The "Need to Know" Philosophy Unlike academic textbooks that require advanced prerequisites, Kim assumes the reader has a basic understanding of linear algebra and probability. The book introduces necessary concepts (like matrix operations and probability density functions) as they become relevant, rather than front-loading 100 pages of theory.
MATLAB-Centric Learning The defining feature of this book—and the reason for the search term "...with MATLAB examples"—is that the text is built around code.
If you obtain this resource, you can expect to walk through the following progression:
If you just want the examples, search GitHub for:
"Kalman Filter for Beginners" Phil Kim – many users have uploaded the MATLAB scripts from the book.
If you get your hands on the PDF (keep reading), here is your learning roadmap:
The Kalman Filter is an optimal recursive algorithm that estimates the state of a linear dynamic system from a series of noisy measurements. Since its introduction by Rudolf E. Kalman in 1960, it has become a standard in aerospace navigation, robotics, and signal processing.
For beginners, the filter is often obscured by complex stochastic calculus. However, as outlined in Kim’s work, the core logic can be understood as a weighted average between a prediction (what we expect) and a measurement (what we see). This paper aims to demystify the algorithm by presenting the derivation in a step-by-step manner accompanied by executable MATLAB examples.
Most students encounter the Kalman Filter in two ways:
Phil Kim’s book sits perfectly in the middle. It explains the intuition behind the math and immediately demonstrates the mechanics through code.
In the Batch Least Squares method, we wait for all $N$ measurements and compute the average. However, in real-time systems, we cannot store all past data. We need a Recursive Estimator: an algorithm that updates the current estimate using only the new measurement and the previous estimate.
The Kalman Filter is essentially a Recursive Least Squares (RLS) estimator that accounts for the variance of the measurement noise and the variance of the estimate itself.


- Problem requirements:
Within the listing below, count the lines that include "Send" and give the count alone.

= Beginning of Section =

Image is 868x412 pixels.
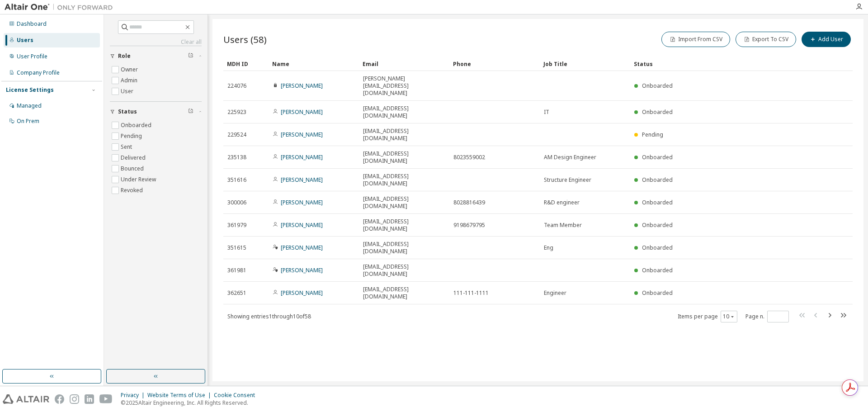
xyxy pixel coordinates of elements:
span: 362651 [227,289,247,296]
label: Pending [121,131,144,141]
label: Under Review [121,174,158,185]
span: [EMAIL_ADDRESS][DOMAIN_NAME] [363,128,445,142]
span: 361981 [227,267,247,274]
span: [EMAIL_ADDRESS][DOMAIN_NAME] [363,286,445,300]
a: [PERSON_NAME] [281,198,323,206]
div: Company Profile [17,69,59,77]
a: [PERSON_NAME] [281,131,323,138]
button: 10 [723,313,735,320]
img: Altair One [5,3,117,12]
span: Pending [642,131,663,138]
span: Onboarded [642,108,673,116]
img: youtube.svg [99,394,113,404]
span: 111-111-1111 [454,289,489,296]
a: [PERSON_NAME] [281,289,323,296]
img: altair_logo.svg [3,394,50,404]
a: [PERSON_NAME] [281,82,323,89]
span: [EMAIL_ADDRESS][DOMAIN_NAME] [363,241,445,255]
span: Team Member [544,222,582,229]
button: Export To CSV [736,32,797,47]
span: Page n. [745,311,789,323]
span: Showing entries 1 through 10 of 58 [227,312,311,320]
span: Onboarded [642,289,673,296]
a: [PERSON_NAME] [281,108,323,116]
div: Job Title [544,56,627,71]
span: 9198679795 [454,222,485,229]
img: instagram.svg [70,394,79,404]
div: Privacy [121,392,147,398]
span: [PERSON_NAME][EMAIL_ADDRESS][DOMAIN_NAME] [363,75,445,97]
div: Cookie Consent [214,392,260,398]
span: Onboarded [642,176,673,183]
span: Onboarded [642,266,673,274]
div: Status [634,56,806,71]
label: Owner [121,64,140,75]
label: Delivered [121,153,147,163]
div: User Profile [17,53,47,60]
a: [PERSON_NAME] [281,176,323,183]
span: 361979 [227,222,247,229]
span: IT [544,108,549,116]
span: 224076 [227,82,247,89]
span: Onboarded [642,244,673,251]
span: Onboarded [642,221,673,229]
span: Onboarded [642,198,673,206]
span: Items per page [678,311,737,323]
span: 229524 [227,131,247,138]
button: Import From CSV [661,32,730,47]
span: [EMAIL_ADDRESS][DOMAIN_NAME] [363,173,445,187]
span: Engineer [544,289,566,296]
button: Role [110,46,202,66]
p: © 2025 Altair Engineering, Inc. All Rights Reserved. [121,398,260,406]
span: AM Design Engineer [544,153,596,161]
label: User [121,86,135,97]
div: Phone [453,56,536,71]
span: [EMAIL_ADDRESS][DOMAIN_NAME] [363,195,445,210]
label: Bounced [121,163,146,174]
span: [EMAIL_ADDRESS][DOMAIN_NAME] [363,105,445,120]
a: [PERSON_NAME] [281,153,323,161]
div: Managed [17,102,41,109]
label: Revoked [121,185,144,195]
span: Onboarded [642,153,673,161]
a: [PERSON_NAME] [281,266,323,274]
span: [EMAIL_ADDRESS][DOMAIN_NAME] [363,263,445,277]
span: Eng [544,244,554,251]
span: Status [118,108,137,115]
span: 300006 [227,199,247,206]
a: [PERSON_NAME] [281,244,323,251]
span: 8023559002 [454,153,485,161]
span: Clear filter [188,108,193,115]
a: Clear all [110,38,202,46]
span: Clear filter [188,53,193,59]
div: MDH ID [227,56,265,71]
span: 235138 [227,153,247,161]
div: Users [17,37,33,44]
span: 8028816439 [454,199,485,206]
img: linkedin.svg [84,394,94,404]
span: Role [118,53,131,59]
span: [EMAIL_ADDRESS][DOMAIN_NAME] [363,218,445,232]
span: 225923 [227,108,247,116]
button: Status [110,101,202,122]
label: Admin [121,75,139,86]
div: License Settings [6,86,54,93]
button: Add User [802,32,851,47]
span: R&D engineer [544,199,580,206]
span: Users (58) [223,33,267,46]
img: facebook.svg [55,394,64,404]
span: 351615 [227,244,247,251]
div: Email [363,56,446,71]
div: Name [272,56,356,71]
a: [PERSON_NAME] [281,221,323,229]
span: [EMAIL_ADDRESS][DOMAIN_NAME] [363,150,445,165]
div: On Prem [17,117,39,125]
label: Onboarded [121,120,153,131]
span: Structure Engineer [544,176,591,183]
span: 351616 [227,176,247,183]
label: Sent [121,141,134,153]
div: Dashboard [17,20,47,28]
span: Onboarded [642,82,673,89]
div: Website Terms of Use [147,392,214,398]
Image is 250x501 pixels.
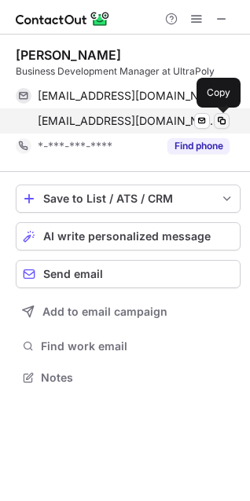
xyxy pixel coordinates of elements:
[38,114,218,128] span: [EMAIL_ADDRESS][DOMAIN_NAME]
[16,367,240,389] button: Notes
[167,138,229,154] button: Reveal Button
[16,336,240,358] button: Find work email
[16,260,240,288] button: Send email
[42,306,167,318] span: Add to email campaign
[16,47,121,63] div: [PERSON_NAME]
[41,371,234,385] span: Notes
[43,193,213,205] div: Save to List / ATS / CRM
[41,339,234,354] span: Find work email
[16,64,240,79] div: Business Development Manager at UltraPoly
[16,185,240,213] button: save-profile-one-click
[16,222,240,251] button: AI write personalized message
[16,9,110,28] img: ContactOut v5.3.10
[43,268,103,281] span: Send email
[38,89,218,103] span: [EMAIL_ADDRESS][DOMAIN_NAME]
[16,298,240,326] button: Add to email campaign
[43,230,211,243] span: AI write personalized message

= End of Section =

- Exercise output:
2